Former Chief of Air Staff Hassan Abubakar announcingthat the Air Force flew 15,915 hours in 18 months, as if air miles scare kidnappers!

With the self-importance displayed by top national security chiefs and the mass media’s failure to provide accurate and sustained on-ground reporting across the country, Nigeria has remained a jungle—punctuated only by occasional official claims of strikes against insurgents. Vast swathes of the nation remain abandoned to criminals who loot, burn, and kill at will.

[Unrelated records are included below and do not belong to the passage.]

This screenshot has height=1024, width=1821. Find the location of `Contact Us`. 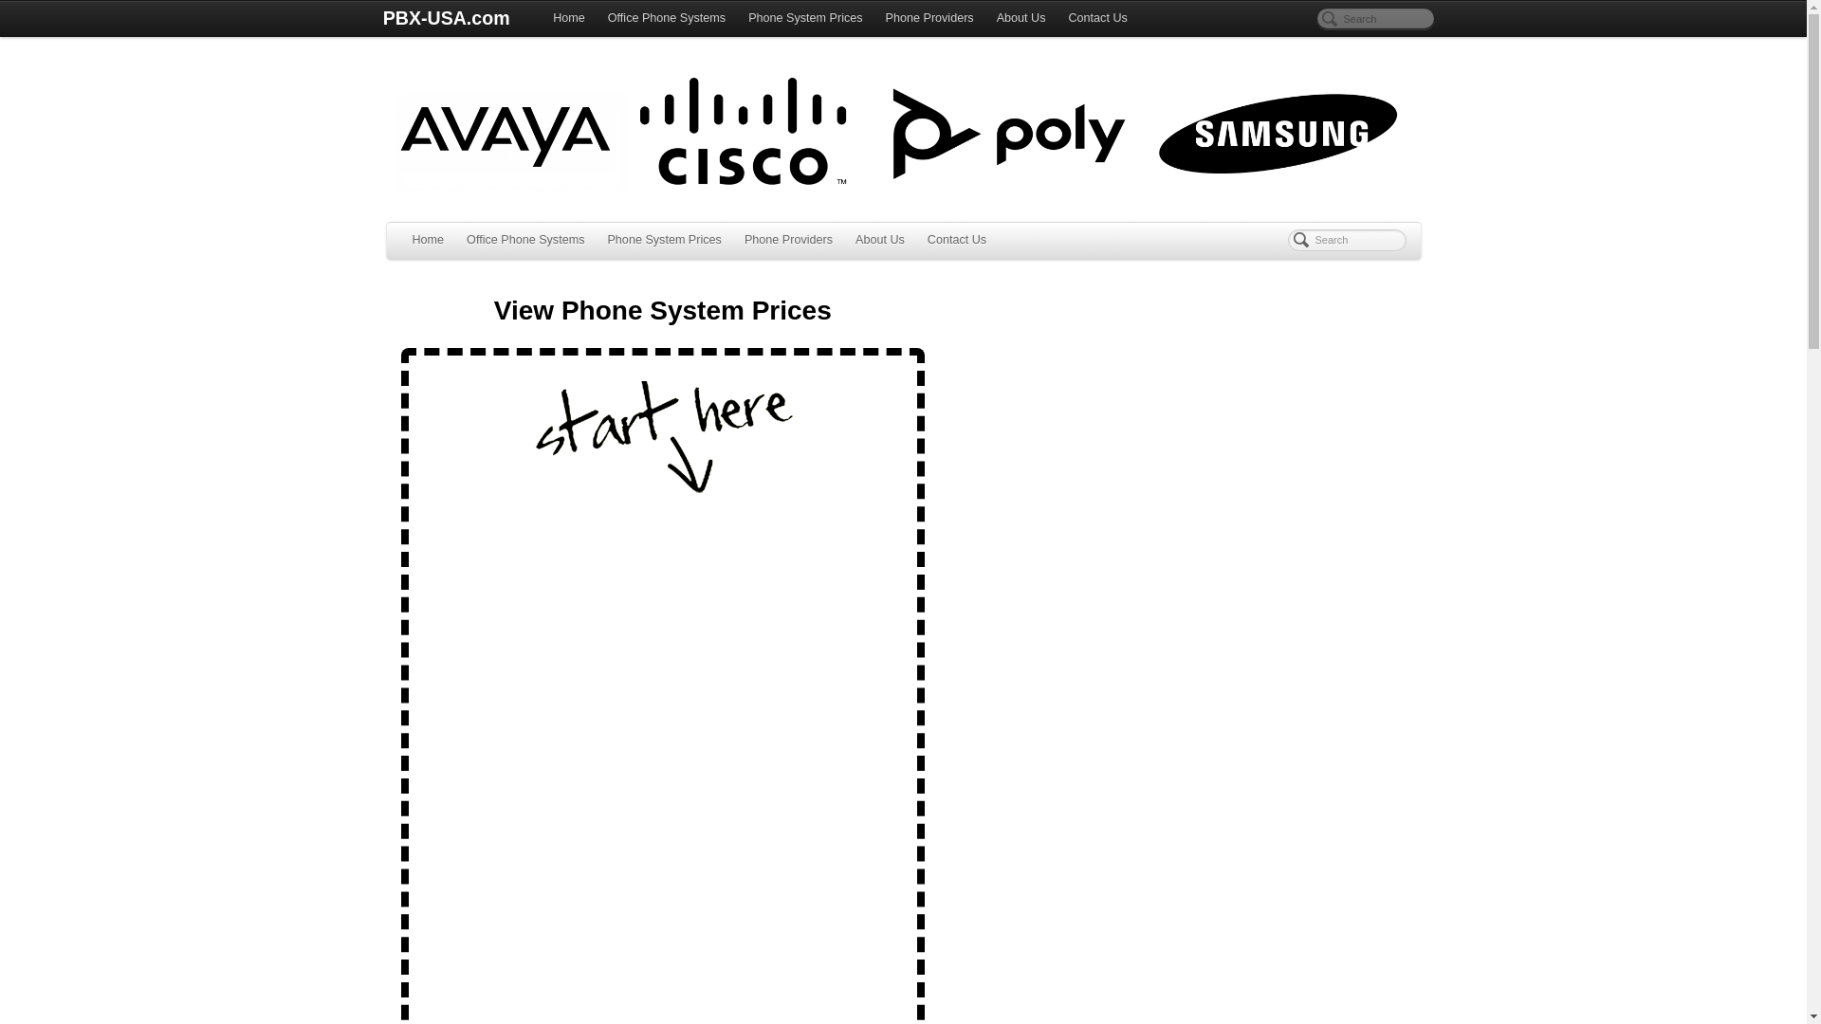

Contact Us is located at coordinates (956, 241).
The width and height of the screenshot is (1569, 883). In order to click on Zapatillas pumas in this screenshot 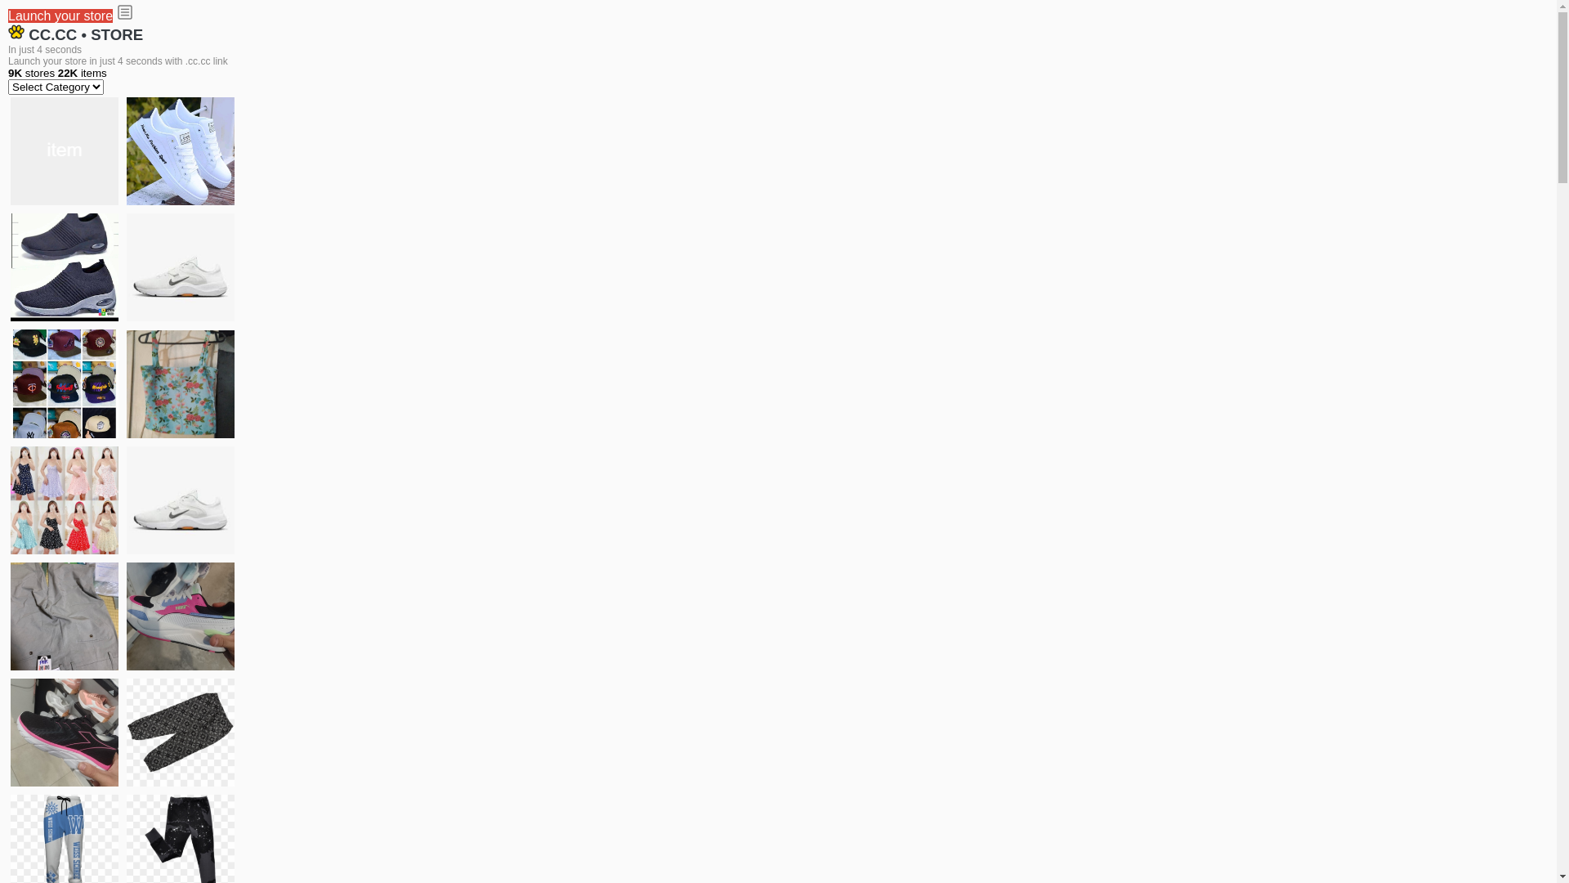, I will do `click(181, 616)`.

So, is there a genocide against Christians in Nigeria? Predictably, the government’s response is: NO! That is because it has never truly confronted insecurity, preferring instead the comfort of merely asserting “security.” It cannot admit to a Christian genocide without simultaneously confessing that it has failed in its primary responsibility of governance.

 

Only last April, I urged the government, obviously lacking both commitment and a strategy, the same weakness that had doomed the Muhammadu Buhari administration, to deploy “a comprehensive, professional, multi-dimensional field offensive” against insecurity.

 

“Like the [World] Bank, the world continues to warn Nigeria, as have many others, such as the London Financial Times, the Wall Street Journal, The Economist, and the New York Times,” I said.

 

As part of its general emptiness and cluelessness regarding governance, it did not. That explains why it was shocked when Trump, last week, raised the spectre of possible military intervention. The truth is not only that the Tinubu government rejects the accusation of genocide—it simply refuses to accept the responsibility of governance, period.

 

 

I am not saying that the US should invade Nigeria—not to protect Christians, anyway. If the US truly wishes to advance Nigeria’s democratic interests, violence is a cynical choice that would benefit neither the US, where democracy is also under strain, nor Nigeria.

 

What Nigeria needs is a sustainable mechanism by which those who govern the country can truly be held accountable, first through free and fair elections, and then by the rule of law.

 

What is currently happening is a kakistocratic conquest in which the vilest and most offensive are herded into power in a political pantomime that mimics elections and decent judicial review.

 

And then, when that is done, the beneficiaries travel the world. They are the ones who can send their wives shopping in the finest shops and malls in Europe and Asia; their families to schools in the U.S., while they buy real estate wherever they please.

 

The U.S. does not need to protect Christianity against anyone by force of arms, with the possibility of leaving communities eternally injured, resentful and distrustful.

 

If the U.S wishes to do the right thing, it is humanity, not religion, that needs protection.  Let Trump show leadership in that regard by reinstating the broken international programmes, such as USAID, that he abruptly terminated this year.

 

Let him extend security assistance, as well as generous economic and educational opportunities, to troubled regions and nations, not merely to feed degenerate leaderships, but to nurture the growth of vibrant and hopeful ones. Let him cut off the paths to international prosperity for the villains who feast on their own people.

 

 

The truth is that Nigerians have been in tears for years, in a nation where soothsayers make far more sense, and advance further, than truth-tellers. There is tremendous violence, including against Christians, but it is the violence of many different blades cutting at many different targets.

 

In that sense, the deepest genocide happens in broad daylight, against the most vulnerable, perpetrated by powerful politicians and governments.

And a hundred US armies cannot win that one.